Local linearization

If \(x = f(q)\) maps joint configuration \(q\) to task-space coordinates \(x\), then a small update satisfies

$$\Delta x \approx J(q)\,\Delta q,$$

where \(J(q)\) is the manipulator Jacobian. The inverse problem is to find a joint increment \(\Delta q\) that reduces a task error \(e = x_d - x\).

Damped least squares

Near singularities the pseudoinverse can become numerically unstable. Damped least squares regularizes the problem:

$$\Delta q = J^\top (J J^\top + \lambda^2 I)^{-1} e.$$

The damping term \(\lambda\) trades exactness for robustness. In practice this is often the better choice for real manipulators, especially when sensor noise and model mismatch are unavoidable.

Redundancy resolution

Redundant manipulators allow secondary objectives in the Jacobian null space, for example posture regularization, joint-limit avoidance, or obstacle biasing.

dq_primary = J.T @ torch.linalg.solve(J @ J.T + lam**2 * I_task, error)
dq_null = (I_joint - J_pinv @ J) @ dq_secondary
dq = dq_primary + dq_null

This makes inverse kinematics relevant well beyond textbook derivations. It sits directly inside practical robot stacks, often beneath planners or high-level policies.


Prompt — The required answer is each line in the entries below where "earrings" occurs.
BEGIN Source data
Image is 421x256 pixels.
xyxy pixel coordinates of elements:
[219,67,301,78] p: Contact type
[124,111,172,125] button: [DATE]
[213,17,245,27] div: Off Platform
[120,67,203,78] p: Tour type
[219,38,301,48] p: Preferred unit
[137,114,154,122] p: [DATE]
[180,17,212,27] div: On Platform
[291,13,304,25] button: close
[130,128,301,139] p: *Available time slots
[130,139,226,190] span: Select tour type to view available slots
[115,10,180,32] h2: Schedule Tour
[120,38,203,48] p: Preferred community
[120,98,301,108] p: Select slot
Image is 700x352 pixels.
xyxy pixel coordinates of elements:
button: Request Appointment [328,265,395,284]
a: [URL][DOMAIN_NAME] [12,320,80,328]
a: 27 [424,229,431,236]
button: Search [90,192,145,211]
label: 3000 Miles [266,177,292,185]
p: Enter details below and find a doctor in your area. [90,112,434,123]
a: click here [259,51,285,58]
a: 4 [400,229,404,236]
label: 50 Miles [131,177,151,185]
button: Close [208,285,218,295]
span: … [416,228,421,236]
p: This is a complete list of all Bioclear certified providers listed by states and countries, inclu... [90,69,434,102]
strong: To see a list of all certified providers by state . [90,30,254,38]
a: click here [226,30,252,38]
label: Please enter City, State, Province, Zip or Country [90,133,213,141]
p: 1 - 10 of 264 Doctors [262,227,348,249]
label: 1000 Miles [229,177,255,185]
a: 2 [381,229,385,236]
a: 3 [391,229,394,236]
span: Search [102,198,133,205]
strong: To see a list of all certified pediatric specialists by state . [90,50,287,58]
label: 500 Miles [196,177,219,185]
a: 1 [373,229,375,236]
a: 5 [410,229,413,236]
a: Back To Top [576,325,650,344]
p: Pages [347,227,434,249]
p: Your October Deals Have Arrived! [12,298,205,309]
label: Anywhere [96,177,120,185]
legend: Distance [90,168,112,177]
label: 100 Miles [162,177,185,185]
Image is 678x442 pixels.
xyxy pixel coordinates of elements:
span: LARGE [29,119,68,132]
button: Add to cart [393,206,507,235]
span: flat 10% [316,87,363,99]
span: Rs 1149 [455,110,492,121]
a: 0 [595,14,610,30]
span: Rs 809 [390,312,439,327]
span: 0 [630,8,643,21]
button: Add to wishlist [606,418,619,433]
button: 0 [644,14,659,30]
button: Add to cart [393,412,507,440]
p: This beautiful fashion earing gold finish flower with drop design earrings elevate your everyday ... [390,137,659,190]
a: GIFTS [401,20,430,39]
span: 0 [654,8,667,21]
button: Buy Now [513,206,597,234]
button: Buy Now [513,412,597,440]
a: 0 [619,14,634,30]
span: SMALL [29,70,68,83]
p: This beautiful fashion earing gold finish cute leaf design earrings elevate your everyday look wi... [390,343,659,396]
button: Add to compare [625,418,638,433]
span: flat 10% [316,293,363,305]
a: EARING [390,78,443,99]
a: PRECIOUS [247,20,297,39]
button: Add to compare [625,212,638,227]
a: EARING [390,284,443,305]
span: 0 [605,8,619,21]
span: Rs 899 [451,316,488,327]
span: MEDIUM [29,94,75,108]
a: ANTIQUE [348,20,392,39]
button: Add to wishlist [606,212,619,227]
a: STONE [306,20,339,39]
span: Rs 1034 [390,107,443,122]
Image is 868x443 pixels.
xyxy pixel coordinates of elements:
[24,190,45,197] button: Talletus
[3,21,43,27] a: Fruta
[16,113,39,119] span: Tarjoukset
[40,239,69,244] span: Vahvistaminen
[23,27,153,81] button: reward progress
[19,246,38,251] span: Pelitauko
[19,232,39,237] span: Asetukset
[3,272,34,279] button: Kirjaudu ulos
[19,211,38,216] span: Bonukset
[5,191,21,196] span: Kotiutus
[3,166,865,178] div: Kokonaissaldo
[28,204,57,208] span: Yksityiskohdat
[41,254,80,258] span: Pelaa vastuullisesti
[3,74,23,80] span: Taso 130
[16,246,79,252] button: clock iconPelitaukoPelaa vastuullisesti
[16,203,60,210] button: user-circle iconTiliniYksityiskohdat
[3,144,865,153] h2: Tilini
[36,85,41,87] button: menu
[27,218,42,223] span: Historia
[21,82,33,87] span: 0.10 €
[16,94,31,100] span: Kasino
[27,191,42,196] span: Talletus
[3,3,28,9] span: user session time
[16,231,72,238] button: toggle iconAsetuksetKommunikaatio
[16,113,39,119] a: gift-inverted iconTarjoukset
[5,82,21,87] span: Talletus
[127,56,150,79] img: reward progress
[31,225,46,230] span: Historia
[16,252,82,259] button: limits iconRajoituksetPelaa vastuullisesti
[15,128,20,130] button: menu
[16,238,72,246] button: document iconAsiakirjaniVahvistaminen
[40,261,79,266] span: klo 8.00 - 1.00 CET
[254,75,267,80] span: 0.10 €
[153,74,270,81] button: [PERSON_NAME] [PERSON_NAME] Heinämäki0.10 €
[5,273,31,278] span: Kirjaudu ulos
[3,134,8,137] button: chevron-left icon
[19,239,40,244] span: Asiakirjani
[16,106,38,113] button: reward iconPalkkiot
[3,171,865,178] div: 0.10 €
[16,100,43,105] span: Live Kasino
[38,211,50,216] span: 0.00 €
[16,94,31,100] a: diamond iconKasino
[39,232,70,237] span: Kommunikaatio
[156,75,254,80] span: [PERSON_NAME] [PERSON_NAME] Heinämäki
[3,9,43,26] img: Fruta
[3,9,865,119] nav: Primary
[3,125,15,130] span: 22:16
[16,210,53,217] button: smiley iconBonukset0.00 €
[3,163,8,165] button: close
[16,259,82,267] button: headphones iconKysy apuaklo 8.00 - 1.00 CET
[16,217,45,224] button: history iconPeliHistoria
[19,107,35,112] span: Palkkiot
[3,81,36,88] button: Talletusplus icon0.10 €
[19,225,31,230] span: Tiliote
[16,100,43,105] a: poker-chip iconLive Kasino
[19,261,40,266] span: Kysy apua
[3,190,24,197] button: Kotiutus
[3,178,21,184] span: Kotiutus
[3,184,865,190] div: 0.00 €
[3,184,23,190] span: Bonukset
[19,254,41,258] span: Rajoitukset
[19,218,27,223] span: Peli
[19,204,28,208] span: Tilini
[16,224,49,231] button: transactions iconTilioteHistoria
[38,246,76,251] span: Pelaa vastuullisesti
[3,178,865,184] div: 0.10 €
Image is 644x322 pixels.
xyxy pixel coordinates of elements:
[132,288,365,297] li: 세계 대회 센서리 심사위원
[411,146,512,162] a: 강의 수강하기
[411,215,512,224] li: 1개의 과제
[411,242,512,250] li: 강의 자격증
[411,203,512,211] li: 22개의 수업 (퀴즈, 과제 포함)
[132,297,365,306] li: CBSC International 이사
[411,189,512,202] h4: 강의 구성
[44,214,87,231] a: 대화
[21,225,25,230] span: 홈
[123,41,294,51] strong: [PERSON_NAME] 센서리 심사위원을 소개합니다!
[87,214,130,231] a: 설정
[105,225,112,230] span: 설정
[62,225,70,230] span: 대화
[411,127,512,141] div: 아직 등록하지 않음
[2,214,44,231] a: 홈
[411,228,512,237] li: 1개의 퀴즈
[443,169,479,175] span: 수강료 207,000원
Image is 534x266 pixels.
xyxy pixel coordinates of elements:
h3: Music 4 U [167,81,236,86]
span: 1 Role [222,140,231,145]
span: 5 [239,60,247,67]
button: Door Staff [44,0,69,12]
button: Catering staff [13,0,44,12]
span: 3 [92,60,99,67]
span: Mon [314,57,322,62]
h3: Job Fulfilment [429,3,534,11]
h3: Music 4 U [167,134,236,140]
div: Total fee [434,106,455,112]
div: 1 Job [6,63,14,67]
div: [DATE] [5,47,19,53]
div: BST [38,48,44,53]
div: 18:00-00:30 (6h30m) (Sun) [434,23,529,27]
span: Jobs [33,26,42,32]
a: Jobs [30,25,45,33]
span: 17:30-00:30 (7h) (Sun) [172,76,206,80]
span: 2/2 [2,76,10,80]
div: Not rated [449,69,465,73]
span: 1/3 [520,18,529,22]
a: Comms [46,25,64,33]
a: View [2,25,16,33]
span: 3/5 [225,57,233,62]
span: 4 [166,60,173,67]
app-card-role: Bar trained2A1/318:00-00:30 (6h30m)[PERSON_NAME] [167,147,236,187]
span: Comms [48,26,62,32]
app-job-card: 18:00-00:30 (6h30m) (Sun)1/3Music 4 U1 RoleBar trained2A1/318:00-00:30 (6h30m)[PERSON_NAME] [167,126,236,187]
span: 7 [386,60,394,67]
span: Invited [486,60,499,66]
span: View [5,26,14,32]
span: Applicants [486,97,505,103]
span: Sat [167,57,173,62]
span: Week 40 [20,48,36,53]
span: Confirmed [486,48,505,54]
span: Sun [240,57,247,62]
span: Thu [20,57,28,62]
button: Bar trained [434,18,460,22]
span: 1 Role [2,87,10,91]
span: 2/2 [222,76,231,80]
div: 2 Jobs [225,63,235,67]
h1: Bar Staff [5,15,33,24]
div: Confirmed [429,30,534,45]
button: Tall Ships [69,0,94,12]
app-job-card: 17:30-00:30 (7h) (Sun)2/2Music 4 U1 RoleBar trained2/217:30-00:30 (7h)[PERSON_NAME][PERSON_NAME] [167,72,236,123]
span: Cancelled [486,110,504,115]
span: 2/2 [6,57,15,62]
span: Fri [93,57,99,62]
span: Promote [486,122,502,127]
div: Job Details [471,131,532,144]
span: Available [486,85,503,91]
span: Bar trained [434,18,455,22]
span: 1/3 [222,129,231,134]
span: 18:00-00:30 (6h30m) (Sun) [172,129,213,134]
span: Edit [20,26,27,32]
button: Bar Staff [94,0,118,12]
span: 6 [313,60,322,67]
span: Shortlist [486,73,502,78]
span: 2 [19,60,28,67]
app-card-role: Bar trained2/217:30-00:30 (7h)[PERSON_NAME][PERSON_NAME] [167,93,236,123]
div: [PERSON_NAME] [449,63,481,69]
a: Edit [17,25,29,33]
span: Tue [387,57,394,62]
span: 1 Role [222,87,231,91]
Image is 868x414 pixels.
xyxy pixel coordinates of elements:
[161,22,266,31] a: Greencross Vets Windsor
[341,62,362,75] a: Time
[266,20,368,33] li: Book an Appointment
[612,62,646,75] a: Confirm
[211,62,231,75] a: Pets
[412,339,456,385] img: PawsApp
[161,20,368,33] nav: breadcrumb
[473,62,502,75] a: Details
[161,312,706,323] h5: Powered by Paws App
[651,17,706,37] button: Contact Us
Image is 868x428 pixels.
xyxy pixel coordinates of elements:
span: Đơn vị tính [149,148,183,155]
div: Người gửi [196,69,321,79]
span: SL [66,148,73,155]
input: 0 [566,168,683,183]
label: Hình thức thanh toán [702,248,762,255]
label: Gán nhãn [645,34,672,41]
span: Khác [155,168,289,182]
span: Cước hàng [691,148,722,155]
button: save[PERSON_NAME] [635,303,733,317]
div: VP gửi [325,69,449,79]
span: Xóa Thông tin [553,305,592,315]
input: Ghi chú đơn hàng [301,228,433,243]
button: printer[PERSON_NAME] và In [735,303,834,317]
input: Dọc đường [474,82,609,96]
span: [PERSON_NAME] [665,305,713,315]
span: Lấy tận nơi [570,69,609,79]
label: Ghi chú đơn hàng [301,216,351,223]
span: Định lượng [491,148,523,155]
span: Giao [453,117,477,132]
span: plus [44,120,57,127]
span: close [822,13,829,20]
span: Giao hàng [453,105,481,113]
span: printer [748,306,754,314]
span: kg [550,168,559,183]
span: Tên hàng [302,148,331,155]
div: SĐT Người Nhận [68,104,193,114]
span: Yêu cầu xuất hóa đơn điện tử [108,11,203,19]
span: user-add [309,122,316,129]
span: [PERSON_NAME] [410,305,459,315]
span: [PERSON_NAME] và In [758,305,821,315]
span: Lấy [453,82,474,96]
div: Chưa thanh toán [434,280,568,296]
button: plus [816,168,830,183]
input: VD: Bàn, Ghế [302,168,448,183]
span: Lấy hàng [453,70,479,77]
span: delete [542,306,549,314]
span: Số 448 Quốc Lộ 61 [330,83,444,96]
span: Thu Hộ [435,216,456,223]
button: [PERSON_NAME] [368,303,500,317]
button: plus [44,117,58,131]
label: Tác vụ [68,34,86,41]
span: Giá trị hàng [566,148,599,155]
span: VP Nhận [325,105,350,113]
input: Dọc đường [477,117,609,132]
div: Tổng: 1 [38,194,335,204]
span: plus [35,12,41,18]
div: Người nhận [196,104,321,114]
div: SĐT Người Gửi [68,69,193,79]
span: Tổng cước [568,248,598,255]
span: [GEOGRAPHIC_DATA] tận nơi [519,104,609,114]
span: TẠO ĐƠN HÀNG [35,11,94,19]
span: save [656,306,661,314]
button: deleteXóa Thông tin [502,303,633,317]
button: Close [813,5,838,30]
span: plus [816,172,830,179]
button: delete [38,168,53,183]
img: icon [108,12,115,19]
END Source data
Response box —
p: This beautiful fashion earing gold finish flower with drop design earrings elevate your everyday ... [390,137,659,190]
p: This beautiful fashion earing gold finish cute leaf design earrings elevate your everyday look wi... [390,343,659,396]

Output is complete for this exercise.